🤖 AI Summary
Existing low-light 3D reconstruction methods under sparse views suffer from exposure inconsistency, color distortion, and strong scene dependency. Method: This paper proposes the first generalizable 3D Gaussian reconstruction framework, featuring: (1) a physics-based camera model for synthesizing dark views to enable end-to-end low-light enhancement; (2) a physics-guided dual-branch geometric initialization that disentangles the illumination-material-view trinity in appearance representation; and (3) a frequency-prior-driven cross-view illumination consistency constraint to jointly optimize geometry and appearance. Contribution/Results: The method achieves zero-shot generalization to unseen low-light scenes.

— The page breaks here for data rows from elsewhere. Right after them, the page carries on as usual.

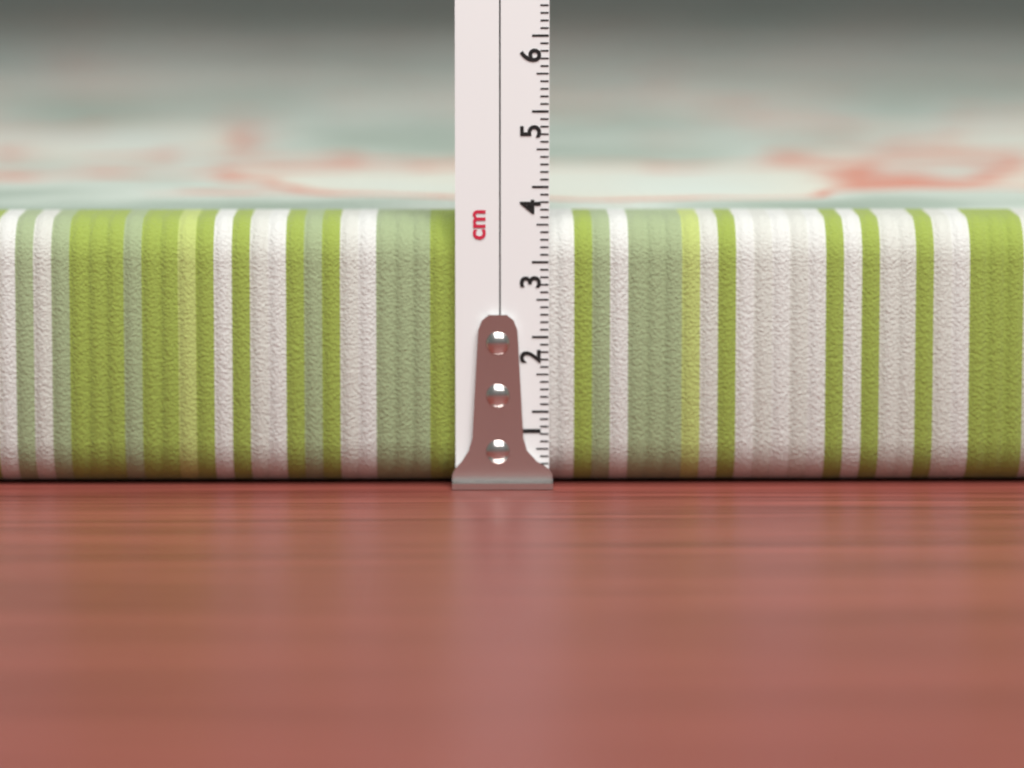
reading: 3.6 cm
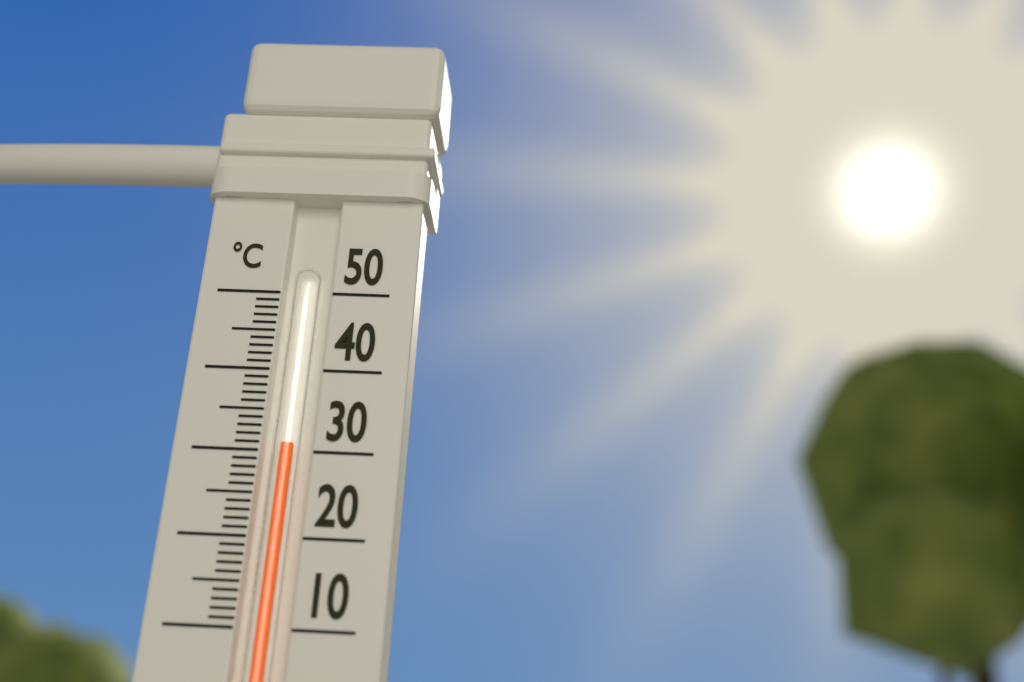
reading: 31 °C
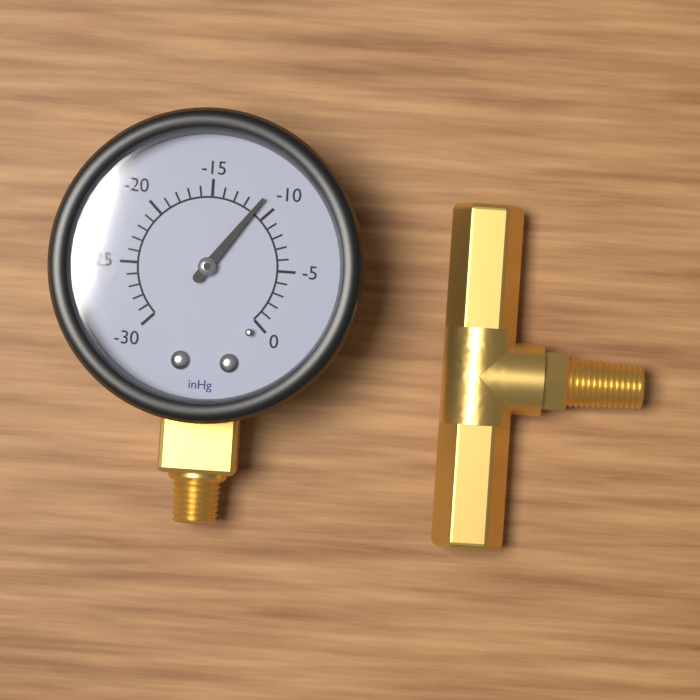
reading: -11 inHg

It significantly outperforms state-of-the-art 2D and 3D low-light reconstruction approaches on both public and custom datasets, delivering superior novel-view synthesis quality, cross-view consistency, and generalization capability.
📝 Abstract
Low-light 3D reconstruction from sparse views remains challenging due to exposure imbalance and degraded color fidelity. While existing methods struggle with view inconsistency and require per-scene training, we propose SplatBright, which is, to our knowledge, the first generalizable 3D Gaussian framework for joint low-light enhancement and reconstruction from sparse sRGB inputs. Our key idea is to integrate physically guided illumination modeling with geometry-appearance decoupling for consistent low-light reconstruction. Specifically, we adopt a dual-branch predictor that provides stable geometric initialization of 3D Gaussian parameters. On the appearance side, illumination consistency leverages frequency priors to enable controllable and cross-view coherent lighting, while an appearance refinement module further separates illumination, material, and view-dependent cues to recover fine texture. To tackle the lack of large-scale geometrically consistent paired data, we synthesize dark views via a physics-based camera model for training. Extensive experiments on public and self-collected datasets demonstrate that SplatBright achieves superior novel view synthesis, cross-view consistency, and better generalization to unseen low-light scenes compared with both 2D and 3D methods.